CAF Needs to Diminish the Rhetoric & Act on Health Care

 

By Sean Bruyea-ESPRIT DE CORPS-April 2014

 

When it comes to mental health and suicides in the military, the Canadian Armed Forces can do much to come clean and diminish the self-serving rhetoric.

Chief of the Defence Staff Tom Lawson claims the public focus on military suicides could be aggravating the crisis in having “brought a slight honour to the act of suicide.” This unfortunate attempt to closet away debate on an extremely serious issue has little basis in scientific research. The ‘suicide contagion’ effect has been validated amongst hyper-connected and highly self-conscious teens, with the greatest vulnerability amongst 12- to 13-year-olds. There is scant basis to believe that mature professional adults in the military may be subject to this contagion.

Even with unprecedented public attention on the issue, the military still drags its heels in both hiring sufficient mental health-care staff as well as completing outstanding suicide investigations. Nevertheless, the CAF’s director of mental health, Scott McLeod, claims “no other organization in Canada, and probably the world, has got a program that intensive to learn from these suicides.”

One month later, in January 2014, Defence Minister Rob Nicholson announced that the military was finally going to clear a backlog of 50 uncompleted suicide investigations. There are approximately 50 suicides every five years in the regular force population. How could the military “intensive[ly] learn” from any suicides over the previous five years if apparently none of the investigations are complete?

In May 2012, the military cut almost half the research staff and epidemiologists who analyze mental health issues such as depression, PTSD and suicide. Instead, the Forces would rely on research from Veterans Affairs Canada. VAC has a directorate of 11 employees representing an annual expenditure of perhaps $1.5-million. The last research report available on the Internet is dated 2011. The U.S. Department of Veterans Affairs had a research budget of over $1-billion in 2012.

Meanwhile, the investigation into the 2008 suicide of Corporal Stuart Langridge languished for years before a Military Police Complaints Commission (MPCC) was initiated in 2011. It has yet to release its findings.

The military maintains that Langridge’s suicide was not due to military service or PTSD in spite of testimony from his closest relatives and friends to the contrary. The military insists that substance abuse was the cause. Amongst the American veteran population, 91 per cent of inpatient PTSD sufferers experienced substance abuse and 73 per cent of Vietnam veterans with PTSD suffered alcohol abuse.

The Langridge case shows military culture intent upon blaming the victim and defending the perceived institution’s reputation rather than addressing the large gaps in mental health care. This is perpetuated by senior officers such as the chief psychiatrist, Rakesh Jetly, who claims some soldiers are not coming forward because they are “self-stigmatizing.” Most research into self-stigma and mental illness focuses upon sufferers of psychotic disorders such as schizophrenia: the military screens out such serious mental illnesses. The research jury is still out when it comes to self-stigma as it relates to PTSD and depression. The shame and low self-esteem of self-stigma are also key symptoms of these two conditions; separating the stigma from the illness is difficult if not irrelevant.

Soldiers already experience much shame in their condition, but now it is their “self-stigma” which prevents them from seeking help. Surely this is a recipe for negatively affecting their willingness to come forward. Self-stigma cannot exist without external stigma. When soldiers suffering psychological injuries know that they could be booted from the military, this is known as “structural stigma” writ large. An institution that refuses to employ certain psychologically injured is clearly stigmatizing.

The military indoctrinates its employees unlike any other secular institution. It refers to itself as the “military family” and calls its employees “members.” Most of all, the Forces persistently and vehemently reinforce an ethos of “mission, soldier, self” — a deep psychological commitment by each and every member to place the institution and its goals first, care of one’s fellow soldiers second and then care of oneself last.

How do psychologically-injured soldiers come forward for personal care let alone experience success after being kicked out of this all-encompassing military ‘family’ when their own care has been the last thing on their mind for sometimes decades?

In this military-first culture, is it surprising that sending uniformed individuals to investigate suicides fails to find a link between uniformed service, PTSD and suicide? The military link is crucial to receiving veterans’ benefits.

If military service is not to blame, why would any soldier come forward for help if both the illness is the soldier’s fault but also their reluctance in coming forward? How can any soldier trust an institution, which even after witnessing shame-filled, self-destructive deaths would completely absolve itself of any responsibility?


Show me every line in the listing that has the word "Apple".
####################
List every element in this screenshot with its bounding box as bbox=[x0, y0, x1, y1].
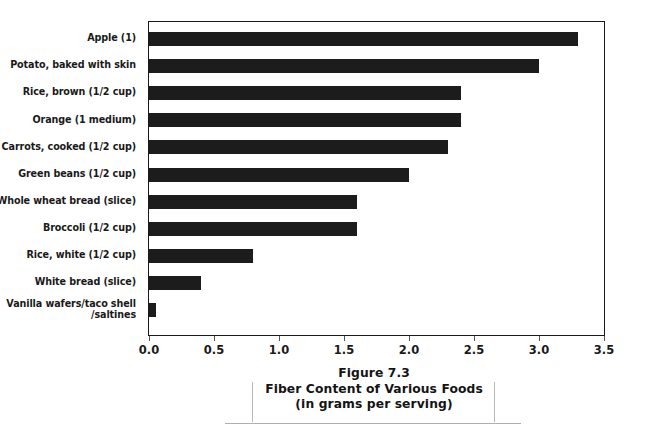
x-tick-label: 2.0 bbox=[399, 343, 419, 357]
x-tick-mark bbox=[344, 336, 345, 341]
category-label: Broccoli (1/2 cup) bbox=[0, 222, 136, 234]
caption-rule-bottom bbox=[225, 423, 521, 424]
caption-line-figure-number: Figure 7.3 bbox=[228, 366, 520, 382]
category-axis-labels: Apple (1)Potato, baked with skinRice, br… bbox=[0, 22, 142, 335]
x-axis: 0.00.51.01.52.02.53.03.5 bbox=[148, 336, 605, 362]
figure-caption: Figure 7.3 Fiber Content of Various Food… bbox=[228, 366, 520, 413]
bar bbox=[149, 303, 156, 317]
x-tick-label: 0.0 bbox=[139, 343, 159, 357]
x-tick-label: 0.5 bbox=[204, 343, 224, 357]
category-label: Apple (1) bbox=[0, 32, 136, 44]
category-label: Carrots, cooked (1/2 cup) bbox=[0, 141, 136, 153]
x-tick-mark bbox=[474, 336, 475, 341]
x-tick-mark bbox=[604, 336, 605, 341]
category-label: Potato, baked with skin bbox=[0, 59, 136, 71]
bar bbox=[149, 276, 201, 290]
category-label: Whole wheat bread (slice) bbox=[0, 195, 136, 207]
category-label: Orange (1 medium) bbox=[0, 114, 136, 126]
x-tick-label: 1.0 bbox=[269, 343, 289, 357]
bar bbox=[149, 32, 578, 46]
bar-series bbox=[149, 22, 604, 335]
bar bbox=[149, 222, 357, 236]
x-tick-mark bbox=[214, 336, 215, 341]
caption-line-units: (in grams per serving) bbox=[228, 397, 520, 413]
category-label: White bread (slice) bbox=[0, 276, 136, 288]
caption-line-title: Fiber Content of Various Foods bbox=[228, 382, 520, 398]
bar bbox=[149, 113, 461, 127]
x-tick-mark bbox=[149, 336, 150, 341]
category-label: Rice, brown (1/2 cup) bbox=[0, 86, 136, 98]
x-tick-mark bbox=[539, 336, 540, 341]
bar bbox=[149, 86, 461, 100]
x-tick-mark bbox=[409, 336, 410, 341]
category-label: Green beans (1/2 cup) bbox=[0, 168, 136, 180]
figure-container: Apple (1)Potato, baked with skinRice, br… bbox=[0, 0, 648, 445]
category-label: Vanilla wafers/taco shell /saltines bbox=[0, 298, 136, 321]
bar bbox=[149, 140, 448, 154]
bar bbox=[149, 168, 409, 182]
category-label: Rice, white (1/2 cup) bbox=[0, 249, 136, 261]
bar bbox=[149, 249, 253, 263]
x-tick-label: 3.0 bbox=[529, 343, 549, 357]
x-tick-label: 3.5 bbox=[594, 343, 614, 357]
x-tick-label: 2.5 bbox=[464, 343, 484, 357]
x-tick-mark bbox=[279, 336, 280, 341]
bar bbox=[149, 59, 539, 73]
x-tick-label: 1.5 bbox=[334, 343, 354, 357]
bar bbox=[149, 195, 357, 209]
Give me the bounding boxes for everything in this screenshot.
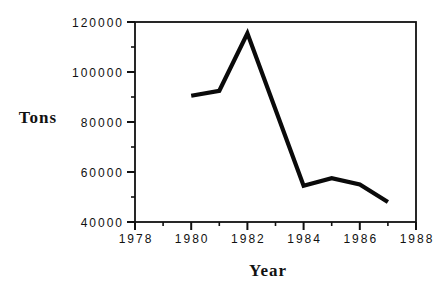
y-tick-label: 40000: [81, 216, 124, 230]
data-line-series: [191, 33, 388, 202]
x-axis-title: Year: [249, 261, 287, 280]
chart-canvas: 4000060000800001000001200001978198019821…: [0, 0, 446, 291]
x-tick-label: 1978: [119, 232, 154, 246]
y-tick-label: 60000: [81, 166, 124, 180]
chart: 4000060000800001000001200001978198019821…: [0, 0, 446, 291]
x-tick-label: 1980: [175, 232, 210, 246]
y-tick-label: 80000: [81, 116, 124, 130]
y-tick-label: 100000: [72, 66, 124, 80]
y-tick-label: 120000: [72, 16, 124, 30]
x-tick-label: 1982: [231, 232, 266, 246]
x-tick-label: 1984: [287, 232, 322, 246]
x-tick-label: 1986: [343, 232, 378, 246]
y-axis-title: Tons: [19, 108, 57, 127]
x-tick-label: 1988: [400, 232, 435, 246]
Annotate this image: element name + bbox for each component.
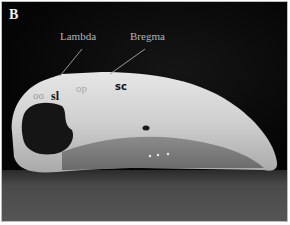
annotation-sc: sc: [115, 81, 127, 92]
bregma-leader: [110, 49, 145, 74]
annotation-oo: oo: [33, 89, 44, 101]
foramen: [143, 126, 150, 131]
annotation-lambda: Lambda: [60, 30, 96, 42]
lambda-leader: [60, 49, 82, 76]
panel-label: B: [9, 7, 18, 23]
annotation-op: op: [76, 82, 87, 94]
annotation-bregma: Bregma: [130, 30, 165, 42]
figure-panel: B Lambda Bregma op sc oo sl: [2, 2, 288, 221]
annotation-sl: sl: [51, 89, 59, 104]
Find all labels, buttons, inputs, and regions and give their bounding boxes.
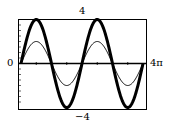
y-min-label: −4 xyxy=(75,112,90,122)
y-max-label: 4 xyxy=(79,6,85,16)
x-min-label: 0 xyxy=(7,58,13,68)
x-max-label: 4π xyxy=(150,58,163,68)
chart xyxy=(0,0,173,127)
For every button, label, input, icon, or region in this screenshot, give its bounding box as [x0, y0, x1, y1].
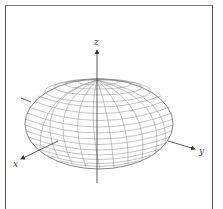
- ellipsoid-diagram: z x y: [0, 0, 223, 209]
- y-axis-back: [21, 98, 31, 102]
- y-axis: [168, 141, 195, 149]
- x-axis-label: x: [13, 159, 18, 169]
- y-axis-label: y: [198, 146, 205, 156]
- z-axis-label: z: [93, 37, 99, 47]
####################
### Response area
category-axis-labels: Apple (1)Potato, baked with skinRice, br… bbox=[0, 22, 142, 335]
category-label: Apple (1) bbox=[0, 32, 136, 44]
figure-container: Apple (1)Potato, baked with skinRice, br… bbox=[0, 0, 648, 445]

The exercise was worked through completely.